In July 1914, Vladimir Lenin and his comrade Gregory Zinoviev found themselves as political émigrés “in a god-forsaken little mountain village in Galicia.” Under gathering clouds of war, Zinoviev recalls making a bet with Lenin that the German Social Democratic Party would never support financing a war. Lenin gladly took up this wager in full confidence that European socialist parties, as declared by the Second International, would call for a general strike of the proletariat in the event of war. As Zinoviev recalls, Lenin observed that “no, they [German Socialist Party or SPD ] are not such scoundrels as all that. They will not, of course, fight the war, but they will, to ease their conscience, vote against the credits lest the working class revolts against them.”

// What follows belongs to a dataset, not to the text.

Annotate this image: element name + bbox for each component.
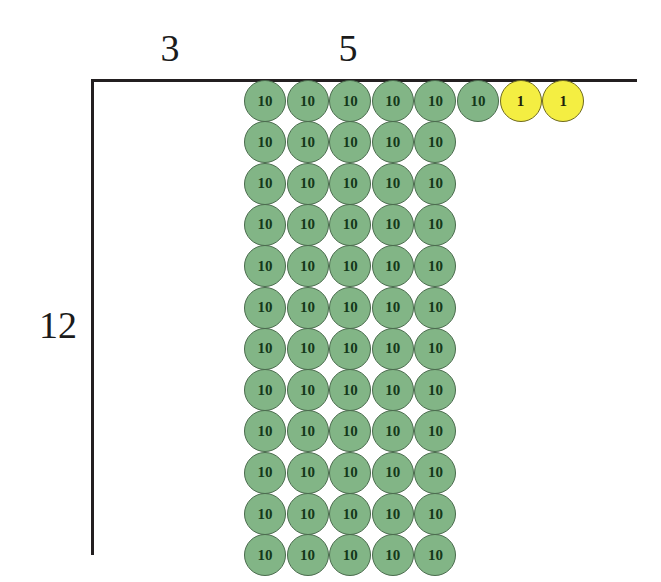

For countless soldiers, revelation as to the significance of their lives entwined with the fate of God, the Nation, or whatever Absolute claimed to give meaning to it all could occur in the most fearful of situations, but also in the most inauspicious of moments. For many, the war was experienced as a rite of passage and self-discovery. Many emerged from the war transfigured, set upon a new course of life. There were those, as with Ernst Jünger, who entered the war with an adventurous heart in search of something more than what domestic life had on offer; there were those, as with Karl Löwith, who did not go to war adventuring but in need of an ill-defined alternative, returning from the war scarred for life; there were those, as with Dietrich Mahnke, who through the war found confirmation of what had already been known but as yet existentially evidenced; there were those whose philosophical promise was extinguished on the battlefield, as with the deaths of Emil Lask and Adolf Reinach; and there were those who, philosophically active before 1914, disappeared from the stage of history after 1918, whose postwar quietude, as with Johannes Daubert, poignantly bespoke the extinguishing of thinking.